On 17/04/2013 9:58 p.m., anita wrote:
Hi Amos,
I realise this could be a development related post. I will repost it there.
Sorry for the inconvenience.
I am raising this request internally in Squid code to fetch some urls that
is present in the already replied object.
Say I am using a client to request fetchcompress.html (without any encoding
set). The Squid fetches this fetchcompress.html from the origin
server(apache) and returns it to the client.
At the same time, it parses the fetchcompress.html to see if it has any
prefetchable urls.
In my case, fetchcompress.html has a prefetchable link compress.html.
To fetch this, I setup a fake request header with "Accept-Encoding: gzip" in
it. This is done internally by the squid code itself. I believe this is
successfully done as I can see it in the tcpdump (refer to "Request sent to
Apache (tcpdump)" section in my prev post).
When I retrieve this object using a StoreClientCopy(), it gives me an empty
object ie. Object length was 0.
a) Now did this happen because I simply retrieved the object based on the
url alone?
b) Why is the Content-Encoding tag absent from the reply header?
Aha. The answer then is *because* you fetched the object from cache via
URL alone. This URL points at a variant resource. The Squid cache entry
for the URL alone points at that internal/vary marker object. The real
object is stored at hash location built from URL plus the
Accept-Encoding header text "gzip".
You need to handle these vary marker objects as a tool to determine that:
a) the pre-fetcher needs to make several lookups for this URL, and
b) the marker objects Vary: header to decide what permutations of
which headers the prefetcher should use on its followup fetches.
Here is a little sequence of client transactions and what to expect in
the store contents state for your edification:
For simplicity the start state is a new URL with no stored contents.
1) your prefetch pulls using Accept-Encoding:gzip.
Store determines MISS on the URL.
After the server responds Squid store contains
+ HASH(URL) --> vary marker
+ HASH(URL+"gzip") --> server gzipped response
2) client fetches URL using "Accept-Encoding:gzip,deflate"
Store loads the vary marker, determines MISS on the URL+"gzip,deflate"
After the server responds Squid store contains
+ HASH(URL) --> vary marker
+ HASH(URL+"gzip") --> server gzipped response
+ HASH(URL+"gzip,deflate") --> server gzipped response
3) client fetches URL using "Accept-Encoding:deflate"
Store loads the vary marker, determines MISS on the URL+"deflate"
After the server responds Squid store contains
+ HASH(URL) --> vary marker
+ HASH(URL+"gzip") --> server gzip encoded response
+ HASH(URL+"gzip,deflate") --> server gzip encoded response
+ HASH(URL+"deflate") --> server deflate encoded response
4) client fetches URL using "Accept-Encoding:sdch"
Store loads the vary marker, determines MISS on the URL+"sdch"
After the server responds Squid store contains
+ HASH(URL) --> vary marker
+ HASH(URL+"gzip") --> server gzip encoded response
+ HASH(URL+"gzip,deflate") --> server gzip encoded response
+ HASH(URL+"deflate") --> server deflate encoded response
+ HASH(URL+"sdch") --> server sdch encoded response
Repeat for all possible combinations of all encodng types (including
whitespace padding permutations). With an occasional HIT when a client
repeats the Accept-Encoding header.
This is why prefetching is not very popular. You have to prefetch at
least 4 variants of the encoding header just to cover the most popular
browsers - I will leave it to you to figure out what those are.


▶ REQUIRED ACTION:
Where a line holds the word "CLAEYS", copy that line from the data below.

▶ LISTED RECORDS:

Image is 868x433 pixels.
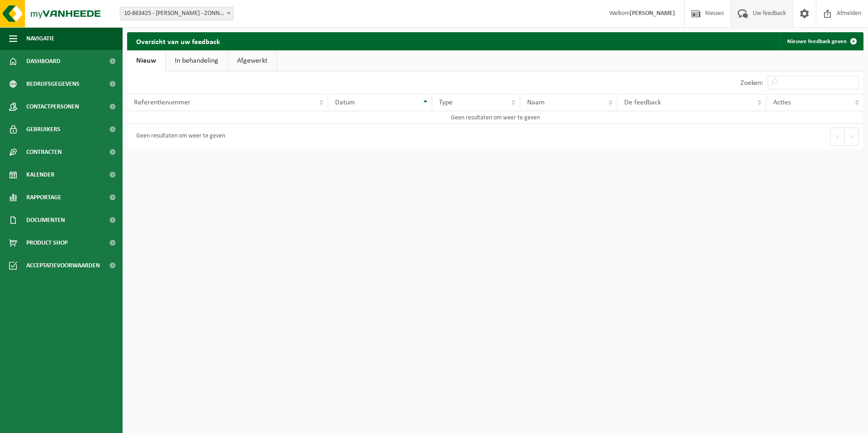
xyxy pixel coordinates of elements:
[740,80,763,87] label: Zoeken:
[780,32,863,50] a: Nieuwe feedback geven
[845,128,859,145] button: Next
[26,231,67,254] span: Product Shop
[228,50,277,71] a: Afgewerkt
[831,128,845,145] button: Previous
[26,72,80,95] span: Bedrijfsgegevens
[120,7,234,21] span: 10-863425 - CLAEYS JO - ZONNEBEKE
[26,140,62,163] span: Contracten
[26,254,100,277] span: Acceptatievoorwaarden
[132,129,225,145] div: Geen resultaten om weer te geven
[26,209,65,231] span: Documenten
[127,111,864,124] td: Geen resultaten om weer te geven
[335,99,355,106] span: Datum
[773,99,791,106] span: Acties
[120,7,234,20] span: 10-863425 - CLAEYS JO - ZONNEBEKE
[527,99,545,106] span: Naam
[26,118,60,140] span: Gebruikers
[127,32,229,50] h2: Overzicht van uw feedback
[26,50,60,72] span: Dashboard
[26,95,79,118] span: Contactpersonen
[134,99,191,106] span: Referentienummer
[26,27,55,50] span: Navigatie
[26,186,61,209] span: Rapportage
[624,99,661,106] span: De feedback
[630,10,675,17] strong: [PERSON_NAME]
[439,99,453,106] span: Type
[26,163,55,186] span: Kalender
[166,50,227,71] a: In behandeling
[127,50,165,71] a: Nieuw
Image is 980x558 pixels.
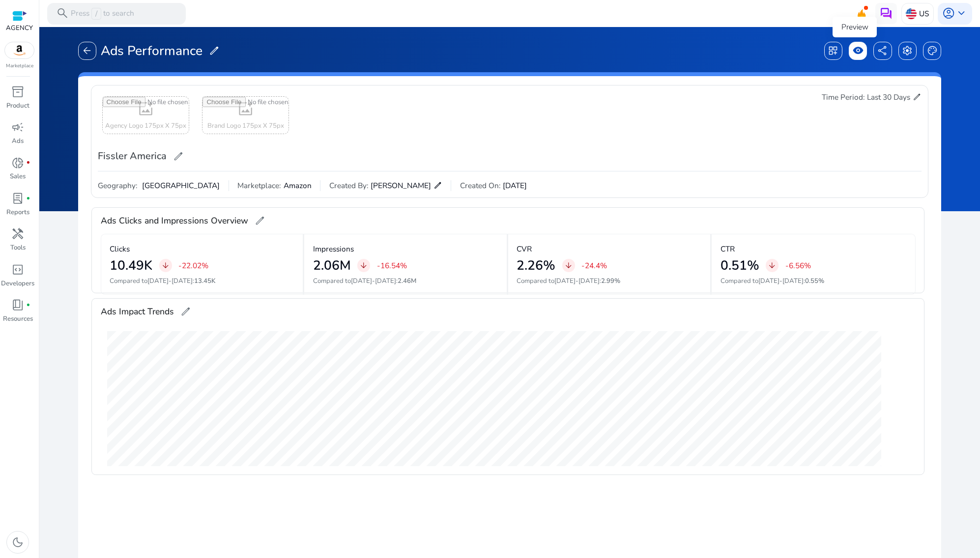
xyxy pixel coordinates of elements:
[720,258,759,273] h2: 0.51%
[852,46,864,56] span: visibility
[110,258,153,273] h2: 10.49K
[98,180,138,191] span: Geography:
[351,276,396,286] span: [DATE]-[DATE]
[110,276,294,286] p: Compared to :
[101,212,248,230] span: Ads Clicks and Impressions Overview
[397,276,416,286] span: 2.46M
[517,276,702,286] p: Compared to :
[10,243,25,253] p: Tools
[12,137,23,146] p: Ads
[5,42,34,59] img: amazon.svg
[82,46,92,56] span: arrow_back
[11,193,24,205] span: lab_profile
[56,7,69,20] span: search
[720,243,735,255] p: CTR
[434,181,442,190] span: edit
[370,180,431,191] span: [PERSON_NAME]
[517,258,556,273] h2: 2.26%
[26,196,31,201] span: fiber_manual_record
[26,161,31,165] span: fiber_manual_record
[720,276,906,286] p: Compared to :
[11,156,24,169] span: donut_small
[195,276,215,286] span: 13.45K
[503,180,527,191] span: [DATE]
[785,262,812,269] p: -6.56%
[601,276,621,286] span: 2.99%
[11,536,24,549] span: dark_mode
[927,46,938,56] span: palette
[313,243,354,255] p: Impressions
[920,5,929,22] p: US
[10,172,25,181] p: Sales
[284,180,312,191] span: Amazon
[11,121,24,134] span: campaign
[943,7,955,20] span: account_circle
[805,276,825,286] span: 0.55%
[768,261,777,271] span: arrow_downward
[91,7,101,20] span: /
[822,92,866,102] span: Time Period:
[11,299,24,312] span: book_4
[6,62,34,70] p: Marketplace
[181,306,191,317] span: edit
[313,276,498,286] p: Compared to :
[1,279,34,289] p: Developers
[179,262,208,269] p: -22.02%
[329,180,369,191] span: Created By:
[377,262,407,269] p: -16.54%
[827,46,839,56] span: dashboard_customize
[7,207,30,218] p: Reports
[313,258,351,273] h2: 2.06M
[913,93,921,101] span: edit
[110,243,129,255] p: Clicks
[3,314,33,325] p: Resources
[98,149,167,164] span: Fissler America
[555,276,599,286] span: [DATE]-[DATE]
[101,42,203,60] span: Ads Performance
[6,23,33,33] p: AGENCY
[833,17,877,37] div: Preview
[359,261,369,271] span: arrow_downward
[564,261,573,271] span: arrow_downward
[758,276,804,286] span: [DATE]-[DATE]
[11,228,24,240] span: handyman
[237,180,281,191] span: Marketplace:
[517,243,532,255] p: CVR
[71,7,134,20] p: Press to search
[11,86,24,99] span: inventory_2
[141,180,220,191] span: [GEOGRAPHIC_DATA]
[7,101,30,111] p: Product
[867,92,910,102] span: Last 30 Days
[147,276,193,286] span: [DATE]-[DATE]
[878,46,888,56] span: share
[173,151,184,162] span: edit
[582,262,607,269] p: -24.4%
[101,303,174,320] span: Ads Impact Trends
[161,261,170,271] span: arrow_downward
[26,303,31,308] span: fiber_manual_record
[906,8,917,20] img: us.svg
[255,215,265,226] span: edit
[208,46,220,56] span: edit
[902,46,913,56] span: settings
[460,180,501,191] span: Created On:
[11,263,24,276] span: code_blocks
[955,7,968,20] span: keyboard_arrow_down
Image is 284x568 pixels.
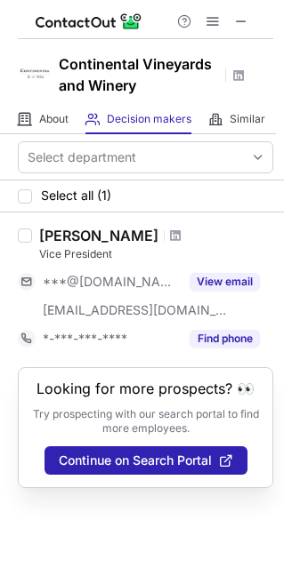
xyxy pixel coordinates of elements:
[59,53,219,96] h1: Continental Vineyards and Winery
[41,189,111,203] span: Select all (1)
[18,54,53,90] img: 188666cf61be08b004bc384c04fd198c
[39,246,273,262] div: Vice President
[36,11,142,32] img: ContactOut v5.3.10
[39,112,68,126] span: About
[229,112,265,126] span: Similar
[28,149,136,166] div: Select department
[59,454,212,468] span: Continue on Search Portal
[189,330,260,348] button: Reveal Button
[39,227,158,245] div: [PERSON_NAME]
[107,112,191,126] span: Decision makers
[189,273,260,291] button: Reveal Button
[43,274,179,290] span: ***@[DOMAIN_NAME]
[44,446,247,475] button: Continue on Search Portal
[43,302,228,318] span: [EMAIL_ADDRESS][DOMAIN_NAME]
[36,381,254,397] header: Looking for more prospects? 👀
[31,407,260,436] p: Try prospecting with our search portal to find more employees.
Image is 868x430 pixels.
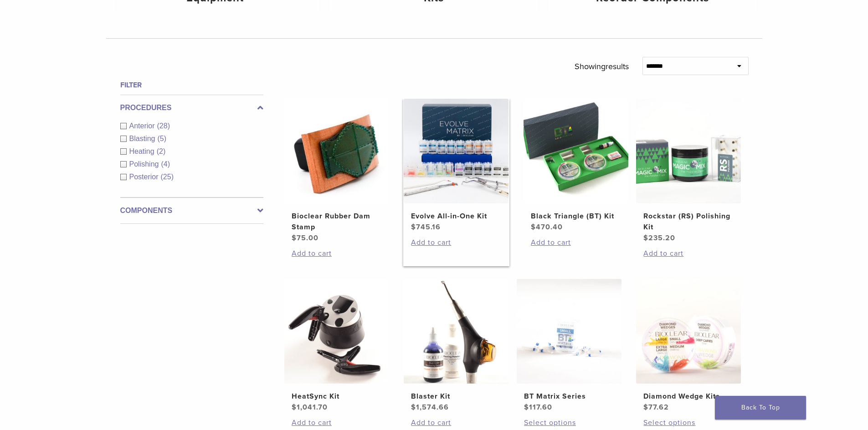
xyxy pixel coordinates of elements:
[531,223,536,232] span: $
[643,233,676,242] bdi: 235.20
[130,173,161,181] span: Posterior
[643,249,734,259] a: Add to cart: “Rockstar (RS) Polishing Kit”
[130,160,161,168] span: Polishing
[411,223,441,232] bdi: 745.16
[157,122,170,130] span: (28)
[411,237,501,249] a: Add to cart: “Evolve All-in-One Kit”
[120,206,263,216] label: Components
[531,211,621,222] h2: Black Triangle (BT) Kit
[574,57,629,76] p: Showing results
[411,403,416,412] span: $
[524,417,615,428] a: Select options for “BT Matrix Series”
[130,122,157,130] span: Anterior
[643,392,734,402] h2: Diamond Wedge Kits
[517,279,622,384] img: BT Matrix Series
[120,80,263,90] h4: Filter
[643,211,734,232] h2: Rockstar (RS) Polishing Kit
[130,135,157,142] span: Blasting
[292,392,382,402] h2: HeatSync Kit
[161,160,170,168] span: (4)
[643,403,669,412] bdi: 77.62
[157,135,166,142] span: (5)
[524,392,615,402] h2: BT Matrix Series
[292,211,382,232] h2: Bioclear Rubber Dam Stamp
[523,99,629,232] a: Black Triangle (BT) KitBlack Triangle (BT) Kit $470.40
[411,417,501,428] a: Add to cart: “Blaster Kit”
[285,99,389,204] img: Bioclear Rubber Dam Stamp
[411,211,501,222] h2: Evolve All-in-One Kit
[531,237,621,249] a: Add to cart: “Black Triangle (BT) Kit”
[636,99,741,204] img: Rockstar (RS) Polishing Kit
[404,99,509,232] a: Evolve All-in-One KitEvolve All-in-One Kit $745.16
[636,279,741,384] img: Diamond Wedge Kits
[404,279,509,413] a: Blaster KitBlaster Kit $1,574.66
[643,417,734,428] a: Select options for “Diamond Wedge Kits”
[404,279,508,384] img: Blaster Kit
[157,148,166,156] span: (2)
[643,403,649,412] span: $
[284,99,390,244] a: Bioclear Rubber Dam StampBioclear Rubber Dam Stamp $75.00
[643,233,649,242] span: $
[292,233,297,242] span: $
[516,279,623,413] a: BT Matrix SeriesBT Matrix Series $117.60
[531,223,563,232] bdi: 470.40
[120,103,263,114] label: Procedures
[715,396,806,420] a: Back To Top
[292,233,319,242] bdi: 75.00
[292,417,382,428] a: Add to cart: “HeatSync Kit”
[411,392,501,402] h2: Blaster Kit
[636,99,742,244] a: Rockstar (RS) Polishing KitRockstar (RS) Polishing Kit $235.20
[292,403,328,412] bdi: 1,041.70
[524,403,552,412] bdi: 117.60
[411,403,449,412] bdi: 1,574.66
[284,279,390,413] a: HeatSync KitHeatSync Kit $1,041.70
[411,223,416,232] span: $
[292,403,297,412] span: $
[161,173,174,181] span: (25)
[285,279,389,384] img: HeatSync Kit
[404,99,508,204] img: Evolve All-in-One Kit
[523,99,628,204] img: Black Triangle (BT) Kit
[524,403,529,412] span: $
[130,148,157,156] span: Heating
[636,279,742,413] a: Diamond Wedge KitsDiamond Wedge Kits $77.62
[292,249,382,259] a: Add to cart: “Bioclear Rubber Dam Stamp”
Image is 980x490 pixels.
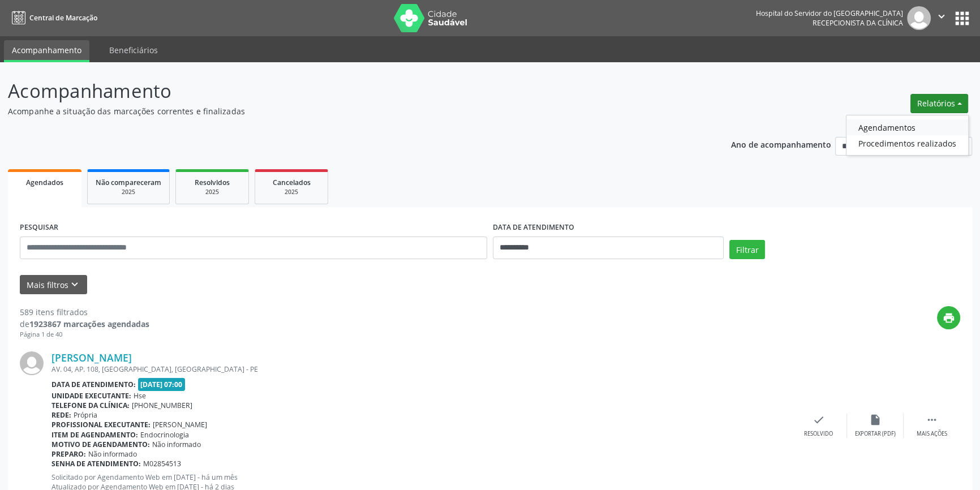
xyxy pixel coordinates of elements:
[910,94,968,113] button: Relatórios
[51,391,132,401] b: Unidade executante:
[184,188,241,196] div: 2025
[943,312,955,324] i: print
[140,430,189,440] span: Endocrinologia
[134,391,146,401] span: Hse
[272,178,311,188] span: Cancelados
[30,319,149,330] strong: 1923867 marcações agendadas
[804,430,833,439] div: Resolvido
[937,306,960,330] button: print
[846,136,968,151] a: Procedimentos realizados
[88,449,137,459] span: Não informado
[756,9,903,18] div: Hospital do Servidor do [GEOGRAPHIC_DATA]
[19,318,149,330] div: de
[263,188,320,196] div: 2025
[813,18,903,28] span: Recepcionista da clínica
[869,414,881,426] i: insert_drive_file
[952,9,972,28] button: apps
[96,178,161,188] span: Não compareceram
[73,411,97,420] span: Própria
[8,77,683,105] p: Acompanhamento
[19,219,58,237] label: PESQUISAR
[813,414,825,426] i: check
[138,379,185,391] span: [DATE] 07:00
[51,401,129,411] b: Telefone da clínica:
[8,9,97,27] a: Central de Marcação
[195,178,230,188] span: Resolvidos
[51,430,138,440] b: Item de agendamento:
[143,459,181,469] span: M02854513
[19,306,149,318] div: 589 itens filtrados
[51,420,150,430] b: Profissional executante:
[731,137,831,151] p: Ano de acompanhamento
[51,449,86,459] b: Preparo:
[132,401,192,411] span: [PHONE_NUMBER]
[51,365,790,374] div: AV. 04, AP. 108, [GEOGRAPHIC_DATA], [GEOGRAPHIC_DATA] - PE
[51,459,141,469] b: Senha de atendimento:
[931,6,952,30] button: 
[8,105,683,117] p: Acompanhe a situação das marcações correntes e finalizadas
[926,414,938,426] i: 
[493,219,574,237] label: DATA DE ATENDIMENTO
[916,430,947,439] div: Mais ações
[68,279,81,291] i: keyboard_arrow_down
[30,13,97,23] span: Central de Marcação
[153,440,201,449] span: Não informado
[855,430,896,439] div: Exportar (PDF)
[51,411,72,420] b: Rede:
[935,10,947,23] i: 
[907,6,931,30] img: img
[19,330,149,340] div: Página 1 de 40
[51,440,150,449] b: Motivo de agendamento:
[846,119,968,136] a: Agendamentos
[51,351,132,364] a: [PERSON_NAME]
[26,178,63,188] span: Agendados
[729,240,765,259] button: Filtrar
[19,275,87,295] button: Mais filtroskeyboard_arrow_down
[51,380,135,390] b: Data de atendimento:
[4,41,90,62] a: Acompanhamento
[153,420,207,430] span: [PERSON_NAME]
[846,115,968,156] ul: Relatórios
[101,41,166,60] a: Beneficiários
[96,188,161,196] div: 2025
[19,351,44,375] img: img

▶ YOUR RESPONSE:
[120,7,234,21] span: 10-863425 - CLAEYS JO - ZONNEBEKE
[120,7,234,20] span: 10-863425 - CLAEYS JO - ZONNEBEKE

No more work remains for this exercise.